Review: The Hunger Games: Mockingjay – Part 1 (2014)
The Hunger Games: Mockingjay – Part 1 changes direction story-wise from the first two films while continuing to develop the series’ core thematic interests. The main difference is that there are no Hunger Games in this movie. No teenaged tributes from the impoverished districts fighting to the death for the enjoyment of the Capitol. The previous movie, Catching Fire, ended with Katniss Everdeen (Jennifer Lawrence) being helicoptered to safety after destroying the stadium for the games. Her partner Peeta Mellark (Josh Hutcherson) was left behind in the hands of the Capitol. The start of Mockingjay – Part 1 finds Katniss in District 13, the rebel district long thought destroyed but actually still populated. The rebels live deep underground, building arms and biding their time.
With the arrival of Katniss, the rebels think their chance to overthrow the Capitol has finally come. As winner of the 74th Hunger Games and destroyer of the 75th, Katniss has become a folk hero in the districts. Defector Plutarch Heavensbee (Philip Seymor Hoffman) wants to use Katniss as the “Mockingjay”—the symbol of the rebellion and the centre of his propaganda—but rebel President Alma Coin (Julianne Moore) isn’t so sure whether this girl from District 12 has what it takes to be the face of the rebellion.
Images—how you control them, including the image of yourself, and how you use them to control other people—have always been central in The Hunger Games series. If the first two films are concerned, in part, with how the tributes create their images during the campaign leading up to the Hunger Games and then control their images during the televised death-match, Mockingjay – Part 1 is concerned with the role of images in war, rebellion, and revolution. As the former head game-maker, Plutarch is well aware that the Capitol controls the districts through show as well as force (the Hunger Games being their most fearsome display), and so he believes the rebellion needs to use Katniss’s image of natural defiance to galvanize the people.

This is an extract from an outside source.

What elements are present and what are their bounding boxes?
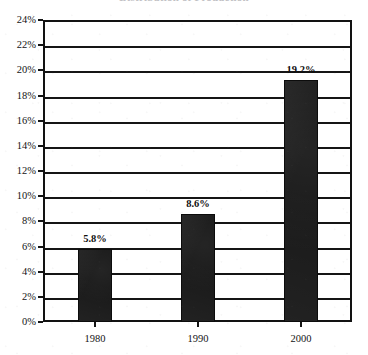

As the title indicates, Mockingjay – Part 1 only recounts the first half of the last novel. This has become a prominent trend in YA series adaptations eager to stretch their source material into more movie events and therefore more movie bucks. I haven’t read Suzanne Collins’ last two books, but I was surprised to find this movie pretty compelling as a whole. It doesn’t seem stretched or full of filler, and I have to say, after the usual exhaustion I feel during the final battles of most blockbusters, I was happy to see the film stay more character-driven than action-driven. Like Harry Potter and the Deathly Hallows: Part 1, this first part of Mockingjay plays up the sombre atmosphere and builds tension before the inevitable big battle of Part 2. Whether some filmgoers will feel like they’re being unfairly bled is a valid criticism.
There’s not much action, and the measured amount there is is nothing special. It’s the scenes about making the propaganda that are the most interesting. The climactic sequence, which involves a small mission into the Capitol intercut with a conversation between Katniss and President Snow (Donald Sutherland), is fine, but the scenes showing the revolutionary acts Katniss inspires are the most compelling. The film nicely addresses how the rebels construct Katniss as the Mockingjay (thus suggesting the controlling nature of both institutions of authority and organized rebellion), while also demonstrating that it’s Katniss’s personal touch and spontaneous fire that makes her such a potent symbol. We also see how President Snow creates a distressing symbol for his own purposes.
While Lawrence’s Katniss does come across as a rousing hero, Katniss’s personality is also one of the annoyances of the film, and the decision to divide the final chapter into two movies may have exacerbated the issue. As a character points out in the film, Katniss is incapable of seeing beyond her immediate concerns and passions. This is both her greatest strength and her greatest weakness.
In this respect, Katniss is a lot like Captain Kirk: they are both heroes who will sacrifice everything for those closest to them, and they both always personalize the conflicts they’re involved in. They’re not ones to make sacrifices for ideals, for “the cause.”
I kept waiting for Katniss to realize that what’s going on is bigger and more important than her relationship with Peeta. Think of the big picture, Katniss, the common good! Perhaps this is a lesson she’ll learn in Part 2.
7 out of 10
The Hunger Games: Mockingjay – Part 1 (2014, USA)
Directed by Francis Lawrence; screenplay by Peter Craig & Danny Strong based on the novel by Suzanne Collins; starring Jennifer Lawrence, Josh Hutcherson, Liam Hemsworth, Woody Harrelson, Elizabeth Banks, Julianne Moore, Philip Seymour Hoffman, Jeffrey Wright, Stanley Tucci, and Donald Sutherland.